Investor's wiki

Wasting Trust

Wasting Trust

What Is a Wasting Trust?

A wasting trust is a fund whose assets have been drained over the long haul as plan participants receive their required payouts and no new money is paid in. The term may likewise be applied to income trusts which hold draining assets, like oil and gas.

Regardless, the principle held in the trust is declining in value. The trust will keep on paying out until its assets are exhausted.

Understanding a Wasting Trust

A wasting trust holds assets after a qualified plan is frozen. That is, when the plan has stopped accepting new contributions, a wasting fund holds the leftover assets.

Companies that offer pension plans utilize a wasting trust to phase out a traditional pension plan when they switch to a 401(k) or one more type of company-supported retirement plan. The trust stays in presence sufficiently long to pay out the leftover assets, while current employees add to the new plan.

Wasting trusts are additionally common in estate planning. A will might set to the side a sum of money to be utilized by at least one beneficiaries until the money is exhausted.

The trustee may utilize part of the principal held in trust to keep up with the payments to [beneficiaries](/recipient of-trust) that are required under the plan.

Illustration of a Wasting Trust

On the off chance that a company switches its employee retirement benefit from a pension fund to a 401(k) plan, it will make a wasting trust to hold the assets in its pension fund.

The pension fund is frozen. New employee contributions are going into the 401(k) fund, not the pension plan.

The company will keep on paying its obligations to its retired employees until the funds in the plan are exhausted.

Features

  • A wasting trust is a fund with declining assets.
  • The wasting trust might be a private inheritance, a pension fund, or a closed-end fund.
  • With new contributions to the trust frozen, the trustee of a wasting fund might be forced to dip into the principle held in trust to meet normal payments due to plan participants.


**Task requirements**
Carry over every entry exactly as written, though not the pictures it contains.

Data under study Start Marker

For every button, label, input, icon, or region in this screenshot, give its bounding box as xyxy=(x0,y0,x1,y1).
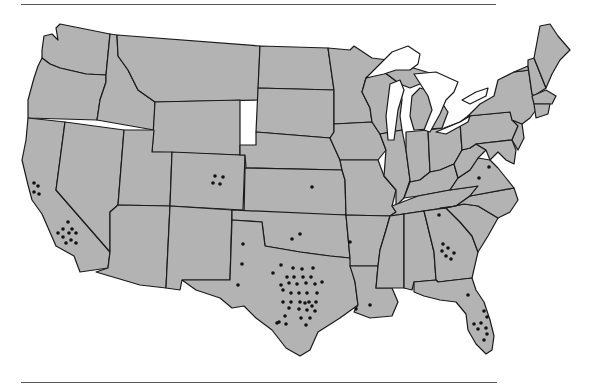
state-north-dakota xyxy=(258,46,334,90)
location-dot xyxy=(311,266,315,270)
location-dot xyxy=(304,323,308,327)
location-dot xyxy=(291,266,295,270)
location-dot xyxy=(354,307,358,311)
state-connecticut xyxy=(534,104,550,118)
location-dot xyxy=(313,282,317,286)
location-dot xyxy=(36,184,40,188)
location-dot xyxy=(482,309,486,313)
location-dot xyxy=(449,257,453,261)
location-dot xyxy=(308,316,312,320)
location-dot xyxy=(275,321,279,325)
location-dot xyxy=(287,306,291,310)
location-dot xyxy=(298,232,302,236)
location-dot xyxy=(32,190,36,194)
location-dot xyxy=(61,227,65,231)
location-dot xyxy=(74,241,78,245)
location-dot xyxy=(301,275,305,279)
location-dot xyxy=(213,174,217,178)
location-dot xyxy=(285,275,289,279)
location-dot xyxy=(485,315,489,319)
location-dot xyxy=(241,242,245,246)
location-dot xyxy=(298,300,302,304)
location-dot xyxy=(289,300,293,304)
state-nebraska xyxy=(240,132,342,170)
location-dot xyxy=(279,283,283,287)
location-dot xyxy=(290,237,294,241)
location-dot xyxy=(281,288,285,292)
state-colorado xyxy=(170,152,245,210)
location-dot xyxy=(299,316,303,320)
location-dot xyxy=(440,249,444,253)
location-dot xyxy=(221,175,225,179)
state-south-dakota xyxy=(256,88,334,138)
location-dot xyxy=(287,281,291,285)
bottom-rule xyxy=(21,382,497,383)
location-dot xyxy=(479,321,483,325)
location-dot xyxy=(315,291,319,295)
location-dot xyxy=(368,303,372,307)
location-dot xyxy=(295,282,299,286)
location-dot xyxy=(218,182,222,186)
location-dot xyxy=(320,280,324,284)
location-dot xyxy=(56,231,60,235)
location-dot xyxy=(437,213,441,217)
location-dot xyxy=(310,185,314,189)
location-dot xyxy=(309,275,313,279)
location-dot xyxy=(303,301,307,305)
location-dot xyxy=(271,271,275,275)
state-new-mexico xyxy=(166,206,232,290)
location-dot xyxy=(70,227,74,231)
location-dot xyxy=(310,304,314,308)
state-florida xyxy=(414,278,494,354)
location-dot xyxy=(484,326,488,330)
location-dot xyxy=(61,235,65,239)
location-dot xyxy=(452,251,456,255)
location-dot xyxy=(211,181,215,185)
location-dot xyxy=(283,314,287,318)
location-dot xyxy=(466,293,470,297)
location-dot xyxy=(297,307,301,311)
location-dot xyxy=(297,291,301,295)
location-dot xyxy=(304,281,308,285)
location-dot xyxy=(307,300,311,304)
location-dot xyxy=(305,291,309,295)
location-dot xyxy=(240,262,244,266)
location-dot xyxy=(313,309,317,313)
location-dot xyxy=(289,291,293,295)
location-dot xyxy=(67,231,71,235)
location-dot xyxy=(314,300,318,304)
location-dot xyxy=(66,220,70,224)
location-dot xyxy=(305,308,309,312)
location-dot xyxy=(69,238,73,242)
location-dot xyxy=(64,241,68,245)
location-dot xyxy=(292,275,296,279)
location-dot xyxy=(485,332,489,336)
location-dot xyxy=(472,322,476,326)
location-dot xyxy=(32,181,36,185)
location-dot xyxy=(284,322,288,326)
location-dot xyxy=(348,240,352,244)
location-dot xyxy=(446,246,450,250)
state-wyoming xyxy=(152,100,240,155)
location-dot xyxy=(37,192,41,196)
location-dot xyxy=(441,242,445,246)
location-dot xyxy=(281,300,285,304)
location-dot xyxy=(236,283,240,287)
location-dot xyxy=(482,338,486,342)
location-dot xyxy=(444,254,448,258)
location-dot xyxy=(477,176,481,180)
location-dot xyxy=(279,263,283,267)
location-dot xyxy=(476,327,480,331)
us-map xyxy=(0,0,593,388)
location-dot xyxy=(300,267,304,271)
state-kansas xyxy=(244,168,346,215)
location-dot xyxy=(487,165,491,169)
location-dot xyxy=(74,231,78,235)
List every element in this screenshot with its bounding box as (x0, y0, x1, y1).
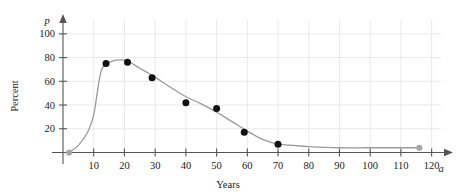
y-axis-title: Percent (9, 80, 20, 112)
data-point-4 (213, 105, 220, 112)
y-axis-arrowhead (59, 14, 66, 23)
x-axis-title: Years (216, 179, 239, 190)
data-point-1 (124, 59, 131, 66)
y-tick-label-40: 40 (45, 100, 56, 111)
x-tick-label-80: 80 (304, 160, 315, 171)
figure-container: 20406080100 102030405060708090100110120 … (0, 0, 463, 194)
data-point-3 (182, 99, 189, 106)
y-tick-label-20: 20 (45, 123, 56, 134)
endpoint-markers (66, 145, 422, 156)
x-tick-label-40: 40 (181, 160, 192, 171)
data-point-5 (241, 129, 248, 136)
data-point-0 (103, 60, 110, 67)
data-point-6 (275, 141, 282, 148)
y-axis-variable-label: p (43, 15, 49, 26)
y-tick-label-80: 80 (45, 52, 56, 63)
x-tick-label-10: 10 (88, 160, 99, 171)
vertical-gridlines (94, 20, 432, 153)
percent-vs-years-chart: 20406080100 102030405060708090100110120 … (0, 0, 463, 194)
x-axis-tick-labels: 102030405060708090100110120 (88, 160, 439, 171)
x-tick-label-60: 60 (242, 160, 253, 171)
data-point-2 (149, 74, 156, 81)
fitted-curve (69, 60, 419, 153)
endpoint-marker-0 (66, 149, 72, 155)
x-tick-label-50: 50 (211, 160, 222, 171)
x-tick-label-20: 20 (119, 160, 130, 171)
y-tick-label-60: 60 (45, 76, 56, 87)
x-tick-label-110: 110 (393, 160, 408, 171)
x-tick-label-120: 120 (424, 160, 440, 171)
x-tick-label-90: 90 (334, 160, 345, 171)
data-point-markers (103, 59, 282, 148)
horizontal-gridlines (63, 34, 441, 129)
y-axis-tick-labels: 20406080100 (39, 28, 55, 134)
x-tick-label-100: 100 (362, 160, 378, 171)
y-tick-label-100: 100 (39, 28, 55, 39)
x-tick-label-30: 30 (150, 160, 161, 171)
x-axis-arrowhead (444, 149, 453, 156)
endpoint-marker-1 (416, 145, 422, 151)
x-axis-variable-label: a (438, 163, 443, 174)
x-tick-label-70: 70 (273, 160, 284, 171)
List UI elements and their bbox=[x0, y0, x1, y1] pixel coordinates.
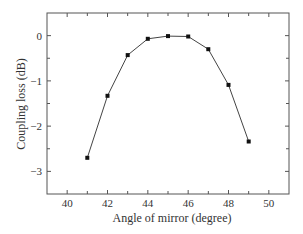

Data under study End Marker

**Response below**
For every button, label, input, icon, or region in this screenshot, give its bounding box as xyxy=(x0,y0,x1,y1).
state-north-dakota xyxy=(258,46,334,90)
location-dot xyxy=(311,266,315,270)
location-dot xyxy=(304,323,308,327)
location-dot xyxy=(291,266,295,270)
location-dot xyxy=(354,307,358,311)
state-connecticut xyxy=(534,104,550,118)
location-dot xyxy=(313,282,317,286)
location-dot xyxy=(36,184,40,188)
location-dot xyxy=(482,309,486,313)
location-dot xyxy=(449,257,453,261)
location-dot xyxy=(308,316,312,320)
location-dot xyxy=(275,321,279,325)
location-dot xyxy=(287,306,291,310)
location-dot xyxy=(298,232,302,236)
location-dot xyxy=(32,190,36,194)
location-dot xyxy=(61,227,65,231)
location-dot xyxy=(74,241,78,245)
location-dot xyxy=(301,275,305,279)
location-dot xyxy=(213,174,217,178)
location-dot xyxy=(285,275,289,279)
location-dot xyxy=(485,315,489,319)
location-dot xyxy=(241,242,245,246)
location-dot xyxy=(298,300,302,304)
location-dot xyxy=(289,300,293,304)
state-nebraska xyxy=(240,132,342,170)
location-dot xyxy=(279,283,283,287)
location-dot xyxy=(290,237,294,241)
location-dot xyxy=(281,288,285,292)
state-colorado xyxy=(170,152,245,210)
location-dot xyxy=(299,316,303,320)
location-dot xyxy=(440,249,444,253)
location-dot xyxy=(221,175,225,179)
state-south-dakota xyxy=(256,88,334,138)
location-dot xyxy=(287,281,291,285)
bottom-rule xyxy=(21,382,497,383)
location-dot xyxy=(479,321,483,325)
location-dot xyxy=(315,291,319,295)
location-dot xyxy=(368,303,372,307)
location-dot xyxy=(295,282,299,286)
location-dot xyxy=(218,182,222,186)
location-dot xyxy=(320,280,324,284)
location-dot xyxy=(56,231,60,235)
location-dot xyxy=(437,213,441,217)
location-dot xyxy=(310,185,314,189)
location-dot xyxy=(309,275,313,279)
location-dot xyxy=(303,301,307,305)
location-dot xyxy=(271,271,275,275)
state-new-mexico xyxy=(166,206,232,290)
location-dot xyxy=(70,227,74,231)
location-dot xyxy=(310,304,314,308)
state-florida xyxy=(414,278,494,354)
location-dot xyxy=(484,326,488,330)
location-dot xyxy=(61,235,65,239)
location-dot xyxy=(452,251,456,255)
location-dot xyxy=(211,181,215,185)
location-dot xyxy=(283,314,287,318)
location-dot xyxy=(466,293,470,297)
location-dot xyxy=(297,307,301,311)
location-dot xyxy=(297,291,301,295)
location-dot xyxy=(304,281,308,285)
location-dot xyxy=(307,300,311,304)
location-dot xyxy=(305,291,309,295)
location-dot xyxy=(240,262,244,266)
location-dot xyxy=(313,309,317,313)
location-dot xyxy=(289,291,293,295)
location-dot xyxy=(67,231,71,235)
location-dot xyxy=(314,300,318,304)
location-dot xyxy=(66,220,70,224)
location-dot xyxy=(305,308,309,312)
location-dot xyxy=(69,238,73,242)
location-dot xyxy=(64,241,68,245)
location-dot xyxy=(292,275,296,279)
location-dot xyxy=(485,332,489,336)
location-dot xyxy=(472,322,476,326)
location-dot xyxy=(32,181,36,185)
location-dot xyxy=(284,322,288,326)
location-dot xyxy=(348,240,352,244)
location-dot xyxy=(446,246,450,250)
state-wyoming xyxy=(152,100,240,155)
location-dot xyxy=(37,192,41,196)
location-dot xyxy=(441,242,445,246)
location-dot xyxy=(281,300,285,304)
location-dot xyxy=(236,283,240,287)
location-dot xyxy=(482,338,486,342)
location-dot xyxy=(444,254,448,258)
location-dot xyxy=(477,176,481,180)
location-dot xyxy=(279,263,283,267)
location-dot xyxy=(476,327,480,331)
us-map xyxy=(0,0,593,388)
location-dot xyxy=(300,267,304,271)
state-kansas xyxy=(244,168,346,215)
location-dot xyxy=(487,165,491,169)
location-dot xyxy=(74,231,78,235)
List every element in this screenshot with its bounding box as (x0, y0, x1, y1).
y-axis-title: Percent (9, 80, 20, 112)
data-point-4 (213, 105, 220, 112)
y-axis-arrowhead (59, 14, 66, 23)
x-axis-title: Years (216, 179, 239, 190)
data-point-1 (124, 59, 131, 66)
y-tick-label-40: 40 (45, 100, 56, 111)
x-tick-label-80: 80 (304, 160, 315, 171)
figure-container: 20406080100 102030405060708090100110120 … (0, 0, 463, 194)
data-point-3 (182, 99, 189, 106)
y-tick-label-20: 20 (45, 123, 56, 134)
endpoint-markers (66, 145, 422, 156)
x-tick-label-40: 40 (181, 160, 192, 171)
data-point-5 (241, 129, 248, 136)
data-point-0 (103, 60, 110, 67)
data-point-6 (275, 141, 282, 148)
y-axis-variable-label: p (43, 15, 49, 26)
y-tick-label-80: 80 (45, 52, 56, 63)
x-tick-label-10: 10 (88, 160, 99, 171)
vertical-gridlines (94, 20, 432, 153)
percent-vs-years-chart: 20406080100 102030405060708090100110120 … (0, 0, 463, 194)
x-axis-tick-labels: 102030405060708090100110120 (88, 160, 439, 171)
x-tick-label-60: 60 (242, 160, 253, 171)
data-point-2 (149, 74, 156, 81)
fitted-curve (69, 60, 419, 153)
endpoint-marker-0 (66, 149, 72, 155)
x-tick-label-50: 50 (211, 160, 222, 171)
x-tick-label-20: 20 (119, 160, 130, 171)
y-tick-label-60: 60 (45, 76, 56, 87)
x-tick-label-110: 110 (393, 160, 408, 171)
x-tick-label-120: 120 (424, 160, 440, 171)
x-tick-label-90: 90 (334, 160, 345, 171)
data-point-markers (103, 59, 282, 148)
horizontal-gridlines (63, 34, 441, 129)
y-axis-tick-labels: 20406080100 (39, 28, 55, 134)
x-tick-label-100: 100 (362, 160, 378, 171)
y-tick-label-100: 100 (39, 28, 55, 39)
x-tick-label-30: 30 (150, 160, 161, 171)
x-axis-arrowhead (444, 149, 453, 156)
endpoint-marker-1 (416, 145, 422, 151)
x-axis-variable-label: a (438, 163, 443, 174)
x-tick-label-70: 70 (273, 160, 284, 171)
List UI elements and their bbox=[x0, y0, x1, y1] pixel coordinates.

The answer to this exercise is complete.